Non-Arab Darfurian opposition forces—mainly Fur, Zaghawa, and Masalit groups—first declared their armed opposition to the government in 2003, claiming widespread and long-term marginalization. The Government of Chad provided support to some rebel groups, and allowed them to maintain rear bases across the border in Chad. In 2004–05, the Sudanese government, employing the army as well as paramilitary Arab and Arabized militias, conducted a massive counter-insurgency. According to research published in 2010, as many as 300,000 civilians may have died as a direct or indirect consequence of the conflict.
A number of opposition forces rejected the Western-backed 2006 Darfur Peace Agreement (DPA), and the conflict continued. Over time, Darfurian opposition groups fragmented, realigned, and formed coalitions, almost all rejecting the DPA. Meanwhile, the governments of Chad and Sudan reached a rapprochement, and Chad’s support for Darfur’s rebels ceased. Talks in Doha, Qatar, in December 2010 also failed to bring all the opposition parties on board.
After renewed international support for the Doha peace talks in March–May 2011, the Government of Sudan (GoS) and one rebel coalition, the Liberation and Justice Movement, signed the Doha Document for Peace in Darfur (DDPD) on 14 July 2011, just five days after South Sudan officially became independent. But the most important of the rebel forces—the Sudan Liberation Army-Minni Minawi, the Sudan Liberation Army-Abdul Wahid, and the Justice and Equality Movement—did not sign the agreement.

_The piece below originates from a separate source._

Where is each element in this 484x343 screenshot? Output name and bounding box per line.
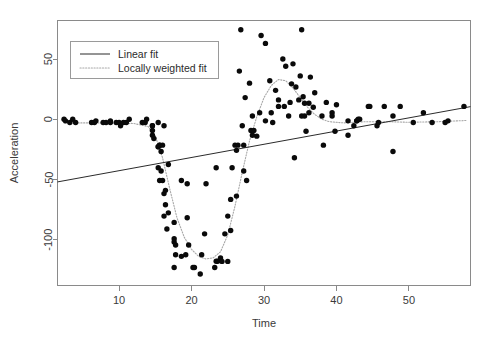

Blue Nile and South Kordofan states experienced heavy fighting during the second Sudanese civil war (1983–2005). Local populations in South Kordofan, who sided with the Sudan People’s Liberation Movement/Army (SPLM/A), were subjected to widespread human rights abuses and starvation through food blockades. The SPLA remained in both states after the Comprehensive Peace Agreement (CPA) of 2005 ended the conflict but left the status of both states vague. Violence erupted in South Kordofan on 5 June 2011, pitting the Sudan Armed Forces’ (SAF) paramilitary and Special Forces against the SPLM-North and its supporters in the state, most notably the Nuba.
The South Kordofan conflict has involved the widespread bombing of civilians by SAF and accusations of human rights violations. More than 70,000 people have been displaced by fighting. A political and security framework deal, agreed between Sudan and the SPLM-N on 28 June 2011, has not stopped the conflict from escalating.
On 1 September 2011, SAF forces clashed with SPLA elements and supporters of SPLM-N in Blue Nile. The following day Sudanese president Omar al Bashir called a state of emergency, sacked Governor Malik Agar (SPLM-N), and shut down the headquarters of SPLM-N in Khartoum.